At the outbreak of the First World War in 1914 a German officer went on record as proclaiming: “He is a Jupiter, standing on the Olympus of his iron-studded might, the lightning-bolts in his grasp. At this moment he is God and master of the world.”
Daisy, Princess of Pless, who frequently saw the “mercurial mobility of the Emperor’s convictions” at the court of Berlin as well as at her husband’s residences in Pless and Fürstenstein, observed in her diaries in December 1905: “He is apt to rise to a pitch of excitement so difficult for his Ministers to control, that they do not tell him everything for fear of what he might do”. While chatting with the Emperor about the mistakes in Germany’s policy toward Britain, Daisy would confront him adroitly with a mixture of facts followed by flattery.
The Emperor’s colonial, commercial and naval ambitions irritated France and Great Britain and paved the way for the Great War. After the assassination of Archduke Franz Ferdinand in Sarajevo in 1914, the Emperor plunged headlong into war by hastily declaring German support for Austria. However he increasingly became a mere figurehead for powerful German war lords. His credibility also waned through a lack of constructive decisions and his disastrous cabinet appointments. With the war lost, William abdicated on 9 November 1918 and fled the country to Holland, where he lived out his life. He married 2ndly in exile in 1922 Hermine, Princess of Reuss (1886–1947).

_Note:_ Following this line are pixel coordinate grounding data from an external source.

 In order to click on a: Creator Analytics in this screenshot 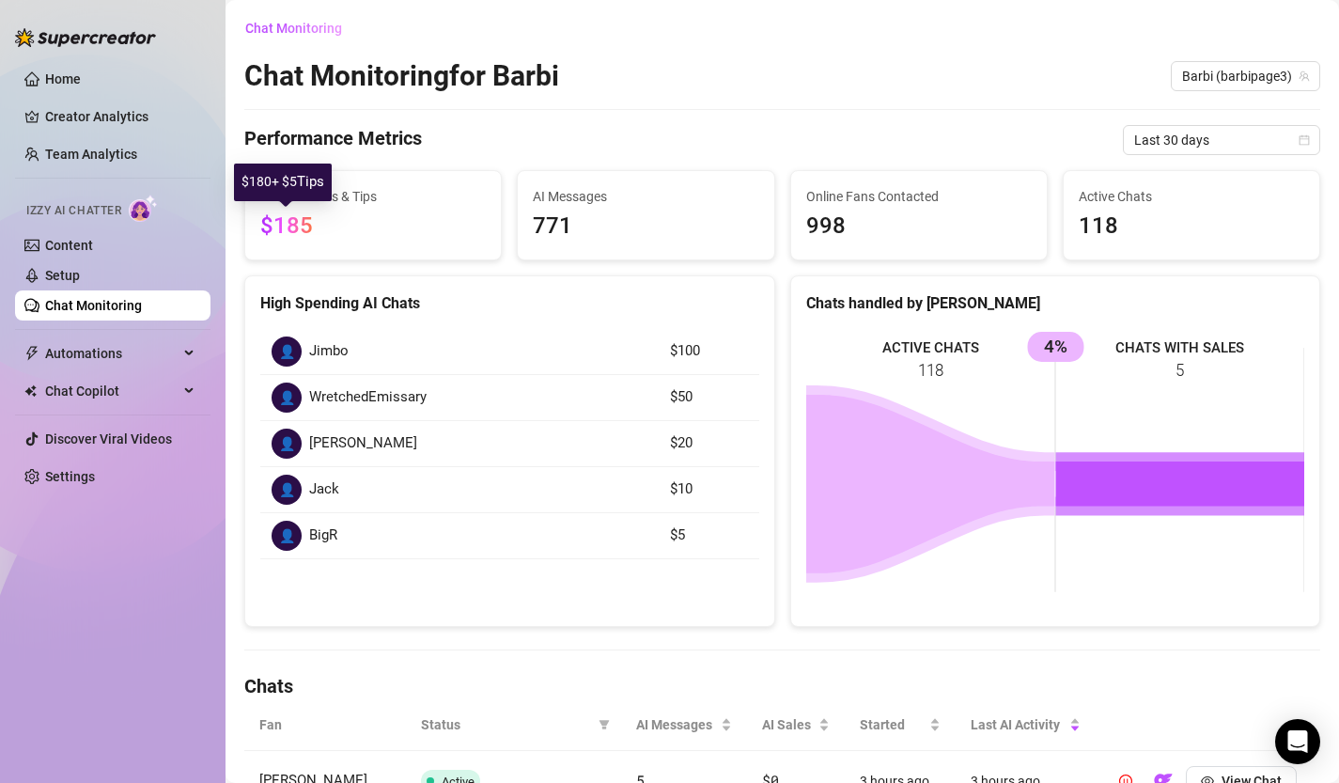, I will do `click(120, 116)`.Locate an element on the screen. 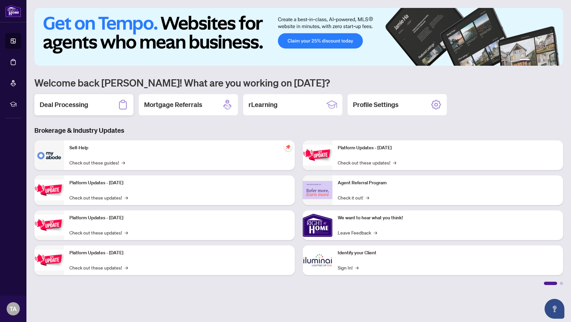  img: Slide 0 is located at coordinates (299, 37).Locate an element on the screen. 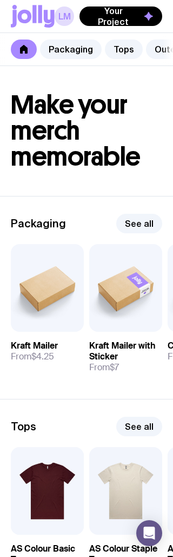 The height and width of the screenshot is (557, 173). a: Kraft MailerFrom$4.25 is located at coordinates (47, 351).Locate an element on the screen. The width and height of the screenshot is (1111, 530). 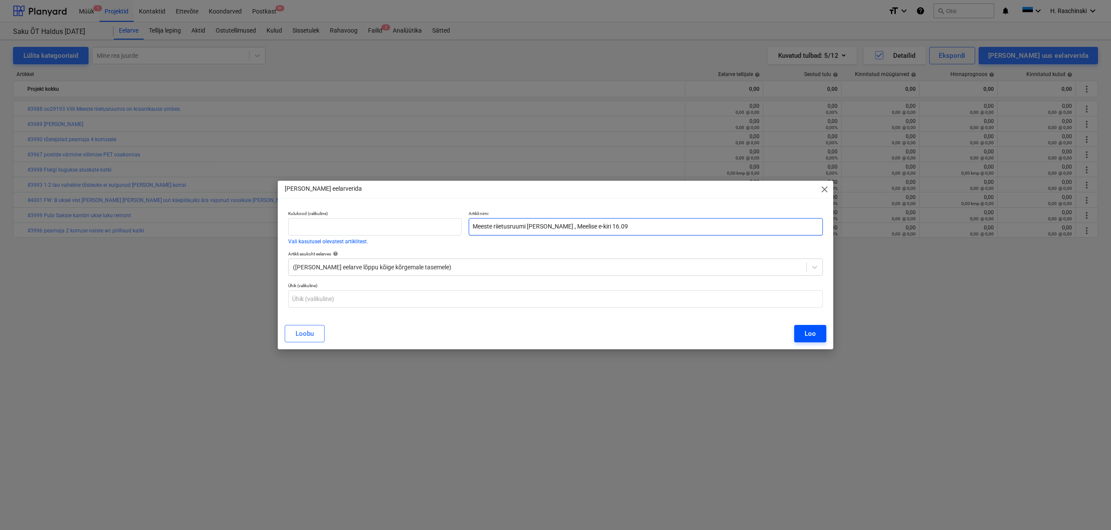
span: help is located at coordinates (335, 254).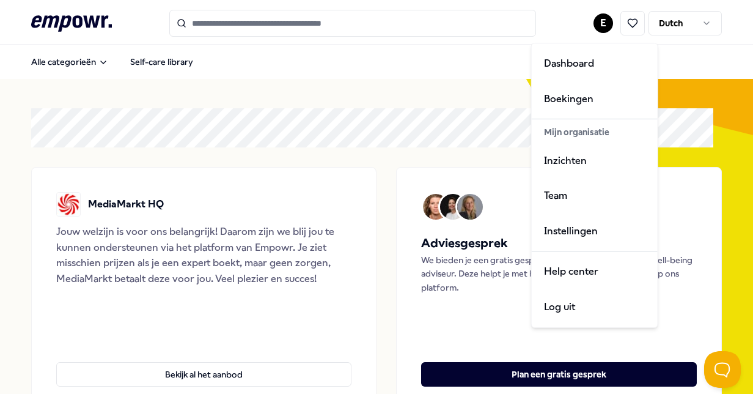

At the time of this photograph, in 1902, the Emperor was still happy to visit England and to be entertained by either the British royal family or distinguished members of the aristocracy, including Daisy’s sister Shelagh and her husband, the Duke of Westminster. Regattas, military parades and hunting were his pastimes. Whereas Pless in Silesia was for big game, such as deer and bison, Sandringham in Norfolk, with its light sandy soil, was an excellent breeding ground for partridges, pheasants and rabbits, and thousands would be killed in the course of a shooting party.
During this visit the Emperor “followed by four light blue Jägers with horns and loaded guns, performed some amazing one-handed shooting, seizing gun after gun and firing with startling speed, while his bag of pheasants earned the wonder of the shooting parties.” He considered his visit to Sandringham such a success that the following year, he told Queen Alexandra’s father, the King of Denmark, that in England he had felt accepted as “a member of the family."

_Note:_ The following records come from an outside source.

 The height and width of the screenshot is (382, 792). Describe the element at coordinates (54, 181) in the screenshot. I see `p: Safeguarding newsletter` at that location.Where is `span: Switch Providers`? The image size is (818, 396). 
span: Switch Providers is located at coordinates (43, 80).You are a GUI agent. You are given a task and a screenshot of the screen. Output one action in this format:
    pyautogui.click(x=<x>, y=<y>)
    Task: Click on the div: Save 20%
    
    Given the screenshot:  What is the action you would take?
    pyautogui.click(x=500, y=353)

Even though Lafayette complained that the Emperor was one of his most difficult subjects to photograph – “he simply hates being photographed – Daisy claimed that he generally “adored being photographed surrounded by the house-party… His left hand and arm would be carefully turned away from the camera, or concealed in a large sable muff.” Whenever portrayed, William would attempt a pose which would remove from view his disabled arm and give him the majesty he always strove to represent. In this photograph, in a pale blue hunting suit with Tyrolean hat and black cocks’ feathers, his coat is carefully arranged to cover his left arm. What the Emperor had not foreseen, was a servant appearing doorway behind him. However, the Lafayette studio’s skilful retoucher has removed the servant from the image, leaving behind a ghostly outline.
This photograph was reproduced in the Ladies’ Field magazine on 28 March 1903.